07 January 2014, The Tablet

CofE considers dropping language of sin and the devil from baptism service


The Church of England is trialling a new version of its baptism service, in which parents and godparents are no longer asked to "repent of sins" and "reject the Devil".

The new wording – which is being piloted in more than 400 parishes until April – was devised in response to requests to couch the ceremony "in culturally appropriate and accessible language".

Anglican baptisms are recognised by the Catholic Church, and vice versa.

In the current version of the CofE service, which dates back to 1998, the vicar asks: "Do you reject the devil and all rebellion against God?". The candidate, or parents and godparents acting on his or her behalf, reply: "I reject them."

Parents and godparents are then asked: "Do you repent of the sins that separate us from God and neighbour?", to which the reply is: "I repent of them."

Instead of this formula, reference to the devil or sin is dropped and parents and godparents are instead asked to "reject evil, and all its many forms, and all its empty promises".

The amended version currently has no formal status because it has not been formally approved by General Synod. The reforms are backed by Archbishop of Canterbury, Justin Welby.

But it has already attracted criticism. The former bishop of Rochester Michael Nazir-Ali, and Bishop of Willesden Pete Broadbent accused the church of dumbing down.

Writing in the Mail on Sunday, Bishop Nazir-Ali said: “The need is not [for the Church of England] to eliminate crucial areas of teaching but to explain them”, warning that the CofE should “call a halt to this perhaps well-meant effort before it further reduces the fullness of the Church's faith to easily swallowed soundbites."

The Bishop of Willesden, Pete Broadbent, took issue with a raft of proposed text changes, concluding in a blog: “This is crass. It's baptism lite. It will not do.”

But Revd Miranda Threlfall-Holmes, a vicar in Durham who has been asked to use the new texts in baptism ceremonies until the end of April, said: “This is a first draft, for experimental use. It will doubtless get better as people write in with stories of what worked and what didn't. But the aim, to have elements of the service that even those of low literacy can understand, is entirely laudable.”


Your assignment >>
Your task is to filter the data below down to the lines holding "name".

Input records >>
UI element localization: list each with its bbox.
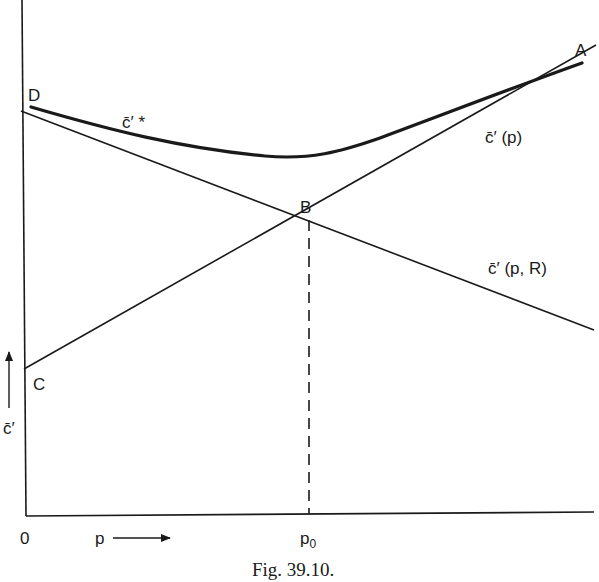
x-axis xyxy=(26,512,594,516)
curve-label-envelope: c̄′ * xyxy=(122,113,145,132)
point-label-B: B xyxy=(300,198,311,217)
point-label-A: A xyxy=(575,41,587,60)
point-label-D: D xyxy=(28,86,40,105)
origin-label: 0 xyxy=(20,529,29,548)
point-label-C: C xyxy=(33,375,45,394)
y-axis xyxy=(22,0,26,516)
curve-label-falling: c̄′ (p, R) xyxy=(488,259,547,278)
figure-caption: Fig. 39.10. xyxy=(252,559,334,580)
x-tick-label-p0: p0 xyxy=(300,529,316,551)
curve-label-rising: c̄′ (p) xyxy=(485,128,522,147)
y-axis-label: c̄′ xyxy=(3,419,15,438)
diagram-figure: D A B C c̄′ * c̄′ (p) c̄′ (p, R) c̄′ 0 p… xyxy=(0,0,599,582)
x-axis-label: p xyxy=(95,529,104,548)
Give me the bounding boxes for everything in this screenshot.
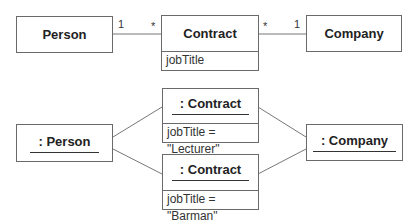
object-contract-lecturer-attribute: jobTitle = "Lecturer" bbox=[163, 123, 258, 142]
object-company[interactable]: : Company bbox=[306, 124, 403, 161]
person-contract2-link bbox=[113, 149, 162, 174]
object-person[interactable]: : Person bbox=[16, 124, 113, 162]
class-company-name: Company bbox=[307, 26, 401, 41]
object-contract-barman-name: : Contract bbox=[163, 162, 258, 181]
class-contract[interactable]: Contract jobTitle bbox=[161, 15, 259, 71]
class-contract-name: Contract bbox=[162, 26, 258, 41]
object-company-name: : Company bbox=[307, 133, 402, 152]
object-contract-lecturer-name: : Contract bbox=[163, 96, 258, 115]
contract2-company-link bbox=[258, 149, 306, 174]
multiplicity-contract-end-right: * bbox=[263, 20, 267, 32]
class-person-name: Person bbox=[17, 27, 112, 42]
object-contract-lecturer[interactable]: : Contract jobTitle = "Lecturer" bbox=[162, 88, 259, 143]
class-company[interactable]: Company bbox=[306, 15, 402, 52]
object-contract-barman[interactable]: : Contract jobTitle = "Barman" bbox=[162, 154, 259, 210]
multiplicity-contract-end-left: * bbox=[151, 20, 155, 32]
object-contract-barman-attribute: jobTitle = "Barman" bbox=[163, 190, 258, 209]
person-contract1-link bbox=[113, 107, 162, 137]
class-contract-attribute: jobTitle bbox=[162, 51, 258, 70]
class-person[interactable]: Person bbox=[16, 16, 113, 53]
multiplicity-company-end: 1 bbox=[294, 18, 300, 30]
contract1-company-link bbox=[258, 107, 306, 137]
object-person-name: : Person bbox=[17, 134, 112, 153]
multiplicity-person-end: 1 bbox=[118, 18, 124, 30]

Result of the exercise >>
class-company-name: Company bbox=[307, 26, 401, 41]
object-contract-barman-name: : Contract bbox=[163, 162, 258, 181]
class-contract-name: Contract bbox=[162, 26, 258, 41]
object-company-name: : Company bbox=[307, 133, 402, 152]
object-contract-lecturer-name: : Contract bbox=[163, 96, 258, 115]
class-person-name: Person bbox=[17, 27, 112, 42]
object-person-name: : Person bbox=[17, 134, 112, 153]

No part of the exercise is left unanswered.